Wednesday, June 14, 2006

Film Review--Love Film (1970)

There are a few truly great movies in the world that even big time film fanatics have rarely seen. István Szabó's Love Film is one of these. I was first exposed to Love Film about 3 years by chance--somehow my brother had found a copy. Ever since then I have been a prophet of this movie.

The story is fairly simple: Jansci and Kata are very close friends during World War II Budapest. Over time, perhaps because post-war Stalinist Hungary attacks them for putting themselves over the collective, they separate. They start seeing each other again in 1956, but the Soviets invade and Kata flees to France while Jansci stays in Hungary. They keep in touch over the years and around ten years later, Jansci comes to France at Kata's request. They instantly fall in love again but they can't stay together. Jansci's life is in Hungary, Kata's in France.

But like so many of the best love stories, the straightforward plot allows for intense emotions, great beauty, and an overwhelming experience of getting to know these people and feel what they are feeling. It is a slowpaced film, but that slow pacing allows for greater understanding of what makes up their love and their ultimately failed relationship.

Hungarian history plays a huge role in this film. It is WWII that brings them together in the same house. Stalinism plays a role in separating them. 1956 breaks them apart for good. Szabó does more than just bluntly throw the politics into his film. Rather, he uses Jansci's intense nostalgia for his childhood with Kata as a way to show how politics and history can ruin our lives. The scene in France where Jansci and Kata are having dinner with Hungarian expats includes one of the most intense scenes I've ever seen on film. The camera moves in for a closeup of a woman standing between Jansci and Kata as she tells of how she survived the Nazis. She was standing in front of a firing squad on the banks of the Danube. They start firing and as an instinct she falls into the water a split second before the bullets would have mowed her down. The day was foggy and she managed to swim to the center of the river without being seen. She survives this and walks to Yugoslavia, eventually making it to France. Her telling of this harrowing tale may only take 2-3 minutes but it seemed like 7 or 8. What is really great about this is the patient way Szabó uses his camera. In a modern American film, this scene probably would have used a voiceover and the action would have been filmed. But the power of watching this woman's face as she tells the story provides a much greater punch than actually watching the woman escape.

But ultimately, the movie is much more about love than politics, even if the two are inseparable. As Kata and Jansci are fretting over their lack of future, Kata says (and I wish I could find a quote on this) that love is only half of it--you have to have the same goals as well. True words there. Despite the politics and the history and the hell of war that get in Kata and Jansci's way, this statement rings true for pretty much all of us.

My love of this film is by no way lessened by Judit Halász, who plays Kata. I find Halász stunningly beautiful in this film with shockingly striking eyes. Both Halász and András Bálint, who played Jansci, are excellent in the film. But I could see why Jansci would travel halfway across Europe to meet Kata after actually seeing her. Plus this film is supposed to take place in 1966, which was a really strong time for women's fashion. That period just before the hippie thing took over is just perfect. The hair, the clothes, the increasingly open expression of sexuality through fashion just before going off the deep end--it's just perfect. And Kata represents that in all its glory.

Love Film is not particularly easy to find. It's distributed by Kino and is on Netflix but good luck in finding it at your local video store, even if it's a good one. If you can see it though, I would recommend few movies more highly.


- **TRY IT**
Because the entries hold pictures, reproduce only their words, exactly as written.

- **DATA**
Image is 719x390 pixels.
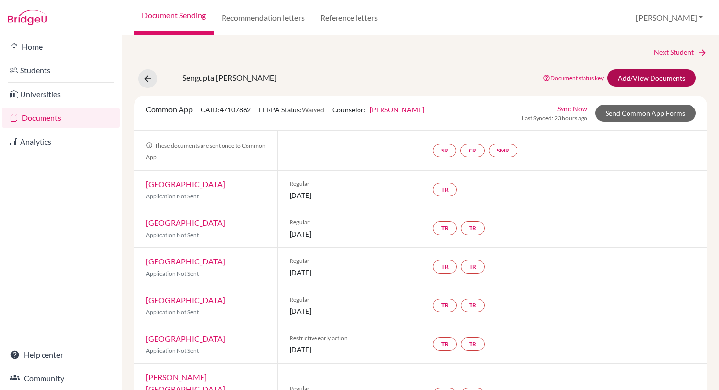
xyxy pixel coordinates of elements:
[146,309,199,316] span: Application Not Sent
[146,334,225,343] a: [GEOGRAPHIC_DATA]
[522,114,587,123] span: Last Synced: 23 hours ago
[290,268,409,278] span: [DATE]
[2,132,120,152] a: Analytics
[290,345,409,355] span: [DATE]
[543,74,604,82] a: Document status key
[332,106,424,114] span: Counselor:
[654,47,707,58] a: Next Student
[302,106,324,114] span: Waived
[461,338,485,351] a: TR
[461,299,485,313] a: TR
[290,190,409,201] span: [DATE]
[433,183,457,197] a: TR
[146,142,266,161] span: These documents are sent once to Common App
[201,106,251,114] span: CAID: 47107862
[146,180,225,189] a: [GEOGRAPHIC_DATA]
[290,218,409,227] span: Regular
[146,270,199,277] span: Application Not Sent
[2,85,120,104] a: Universities
[290,334,409,343] span: Restrictive early action
[460,144,485,158] a: CR
[433,222,457,235] a: TR
[290,257,409,266] span: Regular
[433,144,456,158] a: SR
[146,257,225,266] a: [GEOGRAPHIC_DATA]
[146,105,193,114] span: Common App
[2,369,120,388] a: Community
[146,231,199,239] span: Application Not Sent
[608,69,696,87] a: Add/View Documents
[2,61,120,80] a: Students
[165,73,259,82] span: Sengupta [PERSON_NAME]
[433,260,457,274] a: TR
[2,37,120,57] a: Home
[461,222,485,235] a: TR
[433,338,457,351] a: TR
[146,193,199,200] span: Application Not Sent
[2,108,120,128] a: Documents
[370,106,424,114] a: [PERSON_NAME]
[290,180,409,188] span: Regular
[595,105,696,122] a: Send Common App Forms
[290,306,409,316] span: [DATE]
[146,218,225,227] a: [GEOGRAPHIC_DATA]
[461,260,485,274] a: TR
[2,345,120,365] a: Help center
[259,106,324,114] span: FERPA Status:
[433,299,457,313] a: TR
[632,8,707,27] button: [PERSON_NAME]
[557,104,587,114] a: Sync Now
[8,10,47,25] img: Bridge-U
[146,347,199,355] span: Application Not Sent
[290,229,409,239] span: [DATE]
[146,295,225,305] a: [GEOGRAPHIC_DATA]
[489,144,518,158] a: SMR
[290,295,409,304] span: Regular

- **SOLUTION**
Image is 719x390 pixels.
xyxy pixel coordinates of elements:
[146,309,199,316] span: Application Not Sent
[146,334,225,343] a: [GEOGRAPHIC_DATA]
[522,114,587,123] span: Last Synced: 23 hours ago
[290,268,409,278] span: [DATE]
[2,132,120,152] a: Analytics
[290,345,409,355] span: [DATE]
[543,74,604,82] a: Document status key
[332,106,424,114] span: Counselor:
[654,47,707,58] a: Next Student
[302,106,324,114] span: Waived
[461,338,485,351] a: TR
[461,299,485,313] a: TR
[290,190,409,201] span: [DATE]
[433,183,457,197] a: TR
[146,142,266,161] span: These documents are sent once to Common App
[201,106,251,114] span: CAID: 47107862
[146,180,225,189] a: [GEOGRAPHIC_DATA]
[290,218,409,227] span: Regular
[146,270,199,277] span: Application Not Sent
[2,85,120,104] a: Universities
[290,334,409,343] span: Restrictive early action
[460,144,485,158] a: CR
[433,222,457,235] a: TR
[290,257,409,266] span: Regular
[433,144,456,158] a: SR
[146,257,225,266] a: [GEOGRAPHIC_DATA]
[146,105,193,114] span: Common App
[2,369,120,388] a: Community
[146,231,199,239] span: Application Not Sent
[608,69,696,87] a: Add/View Documents
[2,61,120,80] a: Students
[165,73,259,82] span: Sengupta [PERSON_NAME]
[433,260,457,274] a: TR
[2,37,120,57] a: Home
[461,222,485,235] a: TR
[433,338,457,351] a: TR
[146,193,199,200] span: Application Not Sent
[2,108,120,128] a: Documents
[370,106,424,114] a: [PERSON_NAME]
[290,180,409,188] span: Regular
[595,105,696,122] a: Send Common App Forms
[290,306,409,316] span: [DATE]
[146,218,225,227] a: [GEOGRAPHIC_DATA]
[461,260,485,274] a: TR
[2,345,120,365] a: Help center
[259,106,324,114] span: FERPA Status:
[433,299,457,313] a: TR
[632,8,707,27] button: [PERSON_NAME]
[557,104,587,114] a: Sync Now
[8,10,47,25] img: Bridge-U
[146,347,199,355] span: Application Not Sent
[290,229,409,239] span: [DATE]
[146,295,225,305] a: [GEOGRAPHIC_DATA]
[489,144,518,158] a: SMR
[290,295,409,304] span: Regular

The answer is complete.